DH: Did you toil away in obscurity for a while before your big break, so to speak, with the publication of The Imperfectionists? Were you a Natalie before you were a more of a Bear?
TR: Well, don’t have any illusions that I have some sort of wildly exciting life. I was reading this article the other day about Philip Roth and he was saying that the world’s most boring book would be his biography, and I sort of feel the same way because generally the life of a writer is that you’re sitting in a room with a keyboard in front of you. It’s incredibly dull. It’s fun to do, but it’s not actively interesting. I think that as a result of that, you feel like your whole existence is sort of in obscurity and you’re always hoping that the people will ultimately be interested in the things that you’re conceiving, but there’s never any guarantee, and a writing career can have moments of close attention and then long periods of total inattention. So I think that I always feel closer in most respects to Natalie than I would to Bear, and when I said before that Bear is the worst iteration of me, it wasn’t that I felt I was like him – he was the worst version I could see ever becoming, and I wanted to see what that would feel like.
DH: Would you still be writing if you had not achieved a level of fame and success? If people didn’t know about your books, would you still be writing?
TR: I’d be writing emails. Maybe a bit more desperate emails than right now. But I think that – it’s hard to say, I don’t really know what I’d be doing, but I think that there’s no way that I could be doing the same sort of thing because I have to be in a position to support myself and support myself somehow over several years of just working on one project. And so the process of that changes you considerably, and if it were not something that I could pull off – and who knows if I’ll be able to pull it off forever, but for the time being I can – in a world in which I was doing some other job, I’m sure I wouldn’t really have that much time to do this sort of writing. I wouldn’t be surprised if I was doing something else in writing, but just in a different way, because I’m not really good at anything else.

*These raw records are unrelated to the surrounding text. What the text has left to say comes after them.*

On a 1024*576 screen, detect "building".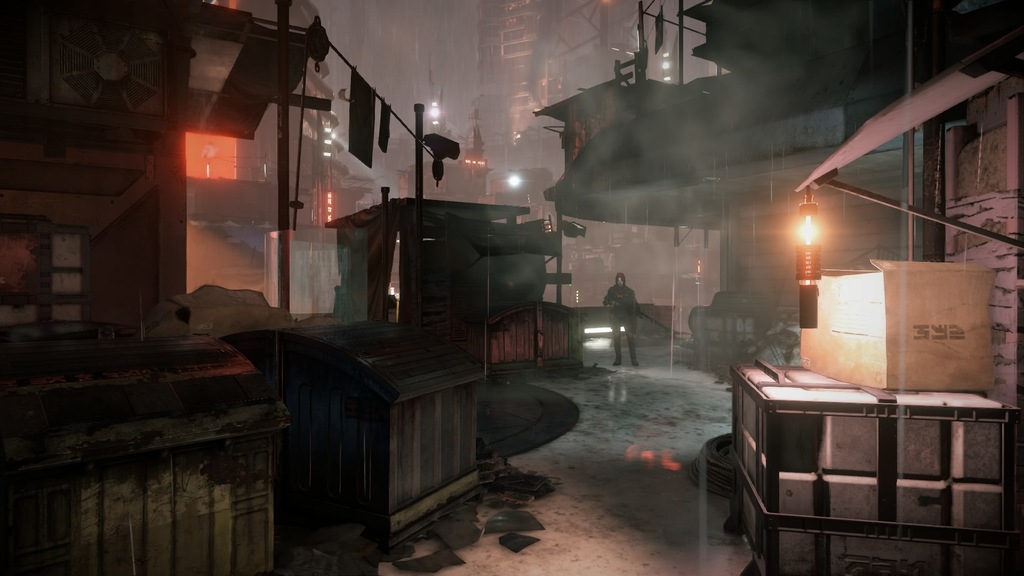
rect(469, 0, 709, 296).
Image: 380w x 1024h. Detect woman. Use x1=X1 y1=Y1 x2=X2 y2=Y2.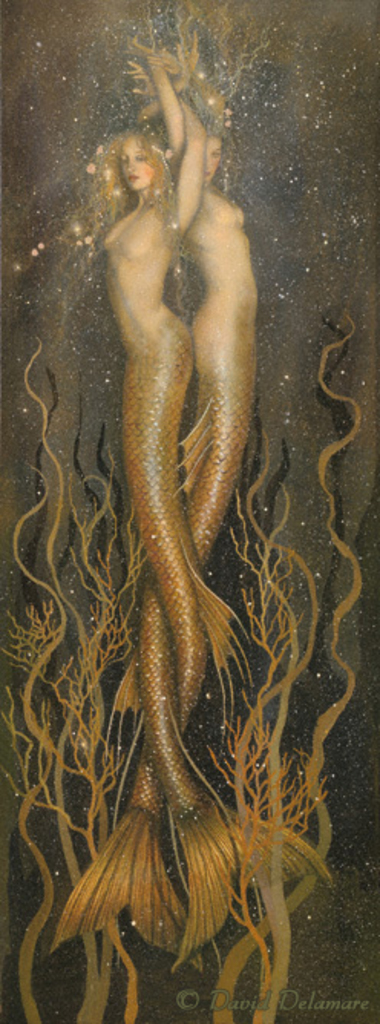
x1=141 y1=34 x2=329 y2=983.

DH: Do you feel that you accomplished what you set out to do with this book in terms of exploring your own fears about the cost of the creative life for children?
T: I did, yes. It’s strange, I didn’t expect that it would really work. I just thought ‘well I’m interested in this, so we’ll see what happens’, and it was more the exercise of something that had been plaguing me for years. It wasn’t that this thing just came to me. For years I’d been really stressed about this, and worrying and wondering what I should do in my life. But yes, funnily enough, the process of writing it through seemed to help somehow. And I think another thing that helped was actually ending up having a kid; that kind of resolved the matter. And I’m very happily a father now, so I think that I’ll probably be writing less about this sort of conundrum again in the future.